Mr Florian Habermacher, Inst. of Intl. and Applied Econ. Research, Uni. of St.Gallen

Current and conceivable near-term climate protection measures are regionally constrained. We analyse leakage effects of unilateral climate policies, separately for major fossil fuels. In a business-as-usual scenario without future technological changes, unilateral oil (or gas) consumption reductions through climate protection measures are subject to very large leakage effects over the long run: because these fuels are strongly exhaustible, our dynamic fuel-market model shows that demand in the part of the world without stringent climate policies will offset a large fraction of domestic emission reductions in the medium-run notably because the lower domestic consumption reduces the fuel prices on the global markets. This is different for coal, which is much more abundant even in the medium-term future. Because coal reserves are so large, simulations show that medium-term leakage rates are low for domestic coal reductions, as these reductions have a comparatively small effect on the coal prices in other parts of the world. In this scenario, a unilateral carbon tax on coal emissions should correspond approximately to the domestic willingness to pay for global emission reductions, but the tax should be much lower for emissions from oil or gas, because a large fraction of emission reductions from lowering the consumption of these fuels will only be shifted abroad.

This is reversed if synthetic liquid and gaseous fuels derived from the abundant coal will replace crude oil and natural gas in future. In this case, the optimal carbon tax on emissions from non-solid fuels should be much larger than the emission tax for coal, already today: current, domestic liquid fuel savings imply, in this scenario, less of the very emission intensive, global synthetic fuel production in the future. This leads to reductions of medium-run global carbon emissions that even exceed the original domestic emission savings, making oil (and gas) taxes especially efficient and desirable.

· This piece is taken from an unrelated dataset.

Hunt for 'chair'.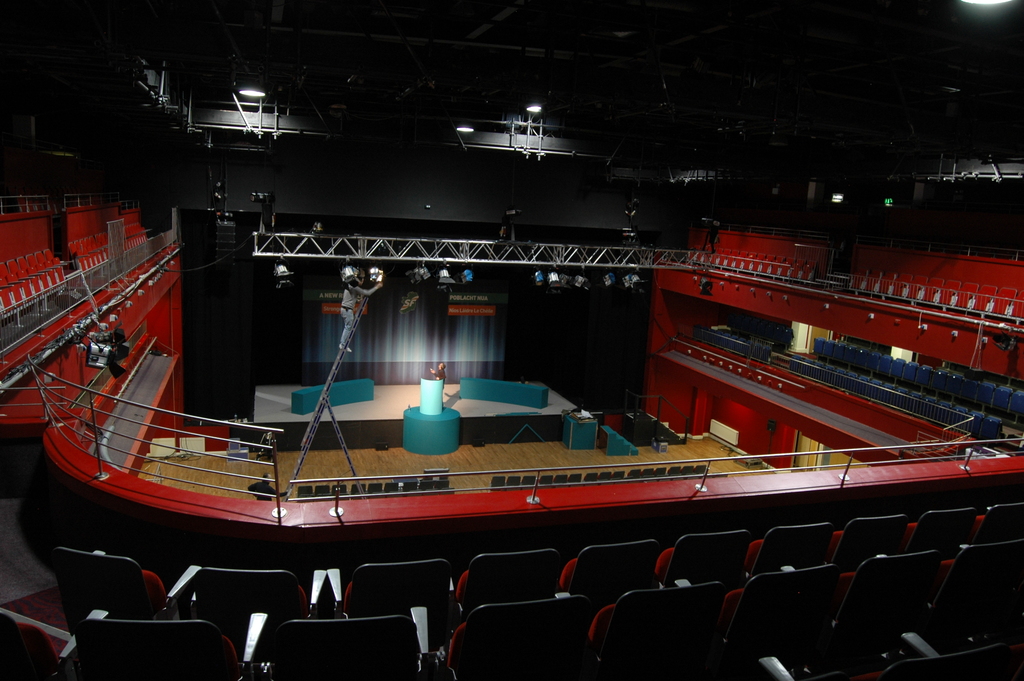
Hunted down at bbox=(627, 464, 640, 480).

Numerical simulations show that an optimal regional carbon tax on oil emissions should be half of the tax on coal emissions in a business-as-usual scenario without liquefaction in the future; if coal liquefaction will replace crude oil as reserves deplete, the optimal carbon tax on oil would be twice the optimal rate for coal. This questions the general paradigm of a homogenous carbon price. It further shows how important it is to acquire more reliable projections on medium-term developments on the fuel supply markets, notably concerning prospects for wide-spread deployment of coal liquefaction processes in the medium-term.